Experimental Approach/Plan: This experiment will try to establish a mass gradient over the plasma radius. We will use beam/pellet and gas_puff/recycling to control the core and edge, fuel sources, respectively. Nominally we will use D for the core and H for the edge. We want to balance the core/edge fueling to maximize the the gradient while maintaining the plasma below global density limits. Initial testing will be with L-mode plasma since it is expected we can achieve the best control over the sources and thus establish the largest gradients. We would run 4 discharges types, identical except for fueling sources: 1) All D 2) All H, 3) D-core, H-edge, 4) H-core, D-edge. Diagnostics techniques to measure the gradients are expected to be difficult. However, using four different types above should enable us to compare global parameters and infer the impact on transport and MHD the mass variation provides. We might even try (H and He) to maximize the mass ratio effect. If successful we would extend the studies to H-mode plasmas and infer any benefits to ITER type discharges.
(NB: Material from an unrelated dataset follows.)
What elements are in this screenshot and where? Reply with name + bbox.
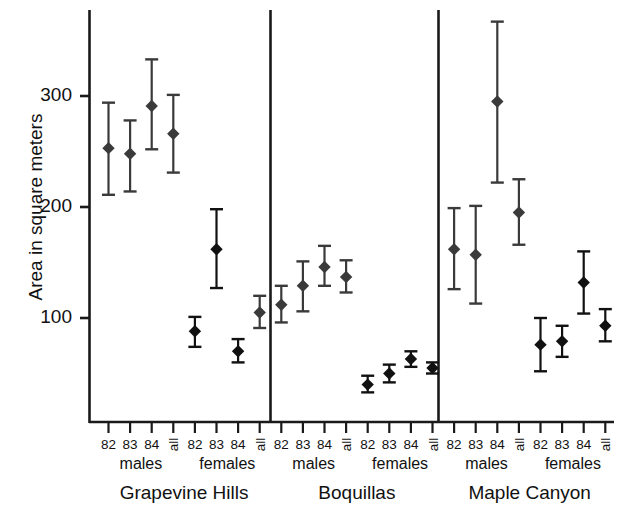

Background: Most all tokamaks explore uniform mass (all D or all H) over the cross section of the device. The primary assumption is that a final single 50/50 mixture of D/T is ideal for a fusion power plant. However, toward the edge of a ignited plasma the low temperature would greatly reduce the importance of the edge to overall energy balance. A 50% DT mixture is not needed. However, edge region is critical to the success of reactors and a number of phenomena could be modified by different isotopes in the edge. In a device like ITER it could run with a larger fraction of deuterium in the plasma edge to reduce the tritium uptake in the wall. Transport is expected to be much different in a deuterium edge and will impact interactions in the divertor. Alternatively, we may increase the edge mass number by introducing only T at the edge while fueling a 50/50 mixture in the core. We need to explore how far edge species migrate up stream and what impact a lighter (or heavier) mass will have on the edge behavior. Ultimately, this gives us another knob to control profiles in the tokamak and an area that has not been explored to date.
Resource Requirements: NBI sources especially tangential, upper and lower cryopumps, inner pellet injectors
Diagnostic Requirements: Full set of diagnostics - with emphasis on spectroscopic analysis to determine H/D/(He) Isotope gradients.